Manual browser: strip(4)
STRIP(4) | Kernel Interfaces Manual | STRIP(4) |
NAME
strip — Metricom Ricochet packet radio wireless network deviceSYNOPSIS
pseudo-device stripDESCRIPTION
The strip driver takes outbound network packets, encapsulates them using the Metricom “star mode” framing, and sends the packets out an RS-232 interface to a Metricom Ricochet packet radio. Packets arriving from the packet radio via the serial link are decapsulated and then passed up to the local host's networking stack.strip is an acronym for STarmode Radio IP.
The strip interfaces can be created by using the ifconfig(8) create command. Each strip interface is a pseudo-device driver for the Metricom Ricochet packet radio, operating in peer-to-peer packet mode.
In many ways, the strip driver is very much like the sl(4) SLIP pseudo-device driver. A strip device is attached to a tty line with slattach(8). Once attached, the interface is configured via ifconfig(8). The major difference between the sl(4) SLIP pseudo-device driver and the strip driver is that SLIP works only between two hosts over a dedicated point-to-point connection.
In contrast, strip sends packets to a frequency-hopping packet radio, which can address packets to any peer Metricom Ricochet packet radio, rather than just to a single host at the other end of a point-to-point line. Thus, one strip pseudo-device is usually sufficient for any kernel.

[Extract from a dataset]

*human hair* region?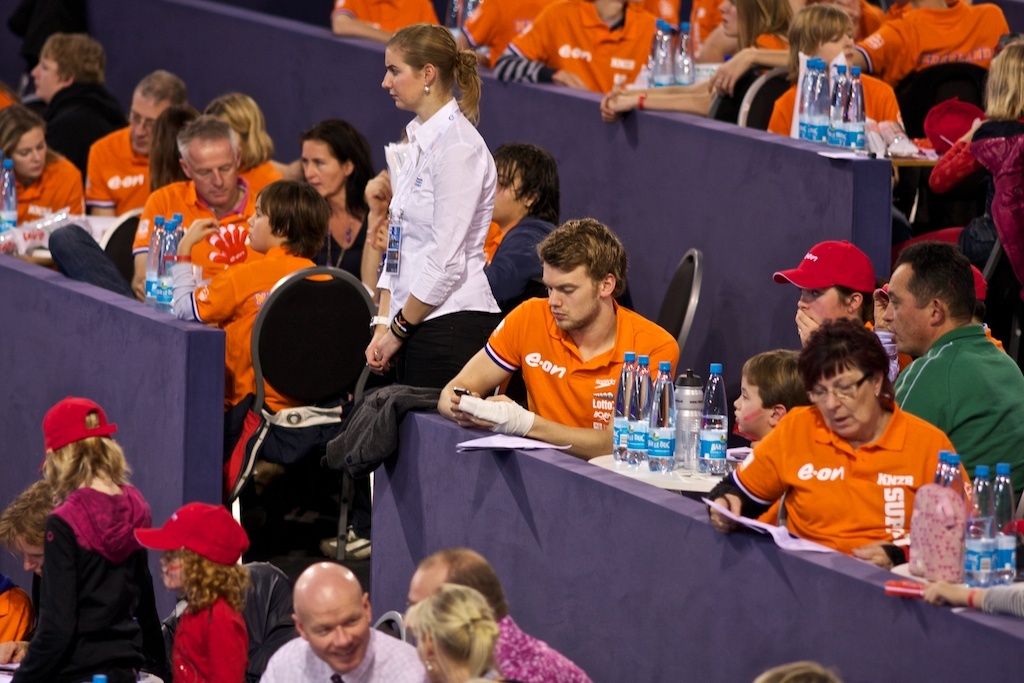
<bbox>182, 541, 251, 605</bbox>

In other respects, a strip interface is rather like an Ethernet interface. Packets are individually addressed, and subsequent packets can be sent independently to different MAC addresses. However, the “star mode” framing and MAC addressing are not in any way compatible with Ethernet. Broadcast or multicast to more than one packet radio is not possible, due to the independent frequency-hopping operation of the packet radios. The interface flags IFF_POINTOPOINT and IFF_BROADCAST are not supported on the strip interface.
In other words, strip implements a multiple-access, non-broadcast device, accessed via an RS-232 serial line, using a proprietary packet framing scheme.

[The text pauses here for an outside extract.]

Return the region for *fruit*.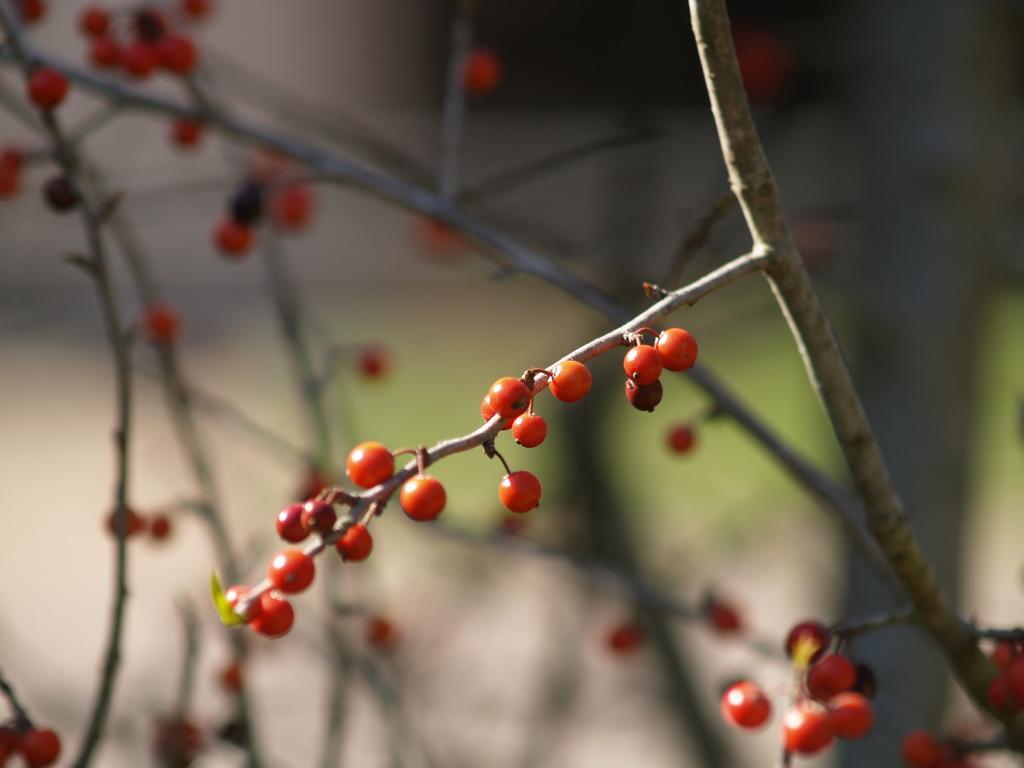
{"x1": 138, "y1": 309, "x2": 177, "y2": 332}.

This version of the strip driver maps IP addresses to Metricom Ricochet packet radio addresses using statically configured entries in the normal routing table. These entries map IP addresses of peer packet radios to the MAC-level addresses. The exact syntax of this mapping and an example are discussed below. The Internet Assigned Numbers Authority (IANA) has allocated an ARP type code for use with STRIP. A future version of this driver will support arp(4) to obtain the IP address of reachable peer packet radios dynamically.
ADDRESS CONFIGURATION
This version of the STRIP driver requires static pre-configuration of the mapping from IP addresses to packet radio MAC addresses. The route(8) command should be used to bind a peer STRIP host's packet radio IP address to the peer's link-level packet radio address.Radio addresses are encoded using the hex equivalent of the packet radio's decimal ASCII address. For example, the following route command will configure a routing entry to a packet radio with a MAC address of 1234-5678, and an IP address 10.11.12.13, reachable via the strip0 interface:
route add -host 10.11.12.13 -link strip0:1:2:3:4:5:6:7:8
Generalising from this example to other IP addresses and to other 8-digit MAC addresses should be clear.
RADIO CONFIGURATION
The Metricom Ricochet packet radios can auto-baud at speeds up to 38.4K baud. At higher speeds -- 57600 or 115200 -- the packet radio cannot autobaud. When running at high speeds, the packet radio's serial port should be manually configured to permanently run at the desired speed. Use a terminal emulator and the Hayes command ATS304=115200 to set the serial baudrate to the specified number (or 0 for autobaud). The command AT&W will then save the current packet radio state in non-volatile memory.Metricom Ricochet packet radios can operate in either “modem-emulation” mode or in packet mode (i.e. “star mode”). The strip driver automatically detects if the packet radio has fallen out of “star mode”, and resets it back into “star mode”, if the baud rate was set correctly by slattach(8).
HISTORY
strip was originally developed for the Linux kernel by Stuart Cheshire of Stanford's Operating Systems and Networking group, as part of Mary Baker's MosquitoNet project.This strip driver was ported to NetBSD by Jonathan Stone at Stanford's Distributed Systems Group and first distributed with NetBSD 1.2.
BUGS
Currently, strip is IP-only. Encapsulations for AppleTalk and ARP have been defined, but are not yet implemented in this driver.strip has not been widely tested on a variety of lower-level serial drivers.
The detection and resetting of packet radios that crash out of “star mode” does not always work in this version of the driver. One workaround is to kill the slattach(8) process, ifconfig(8) the strip interface down, and then start a new slattach and rerun ifconfig to enable the interface again.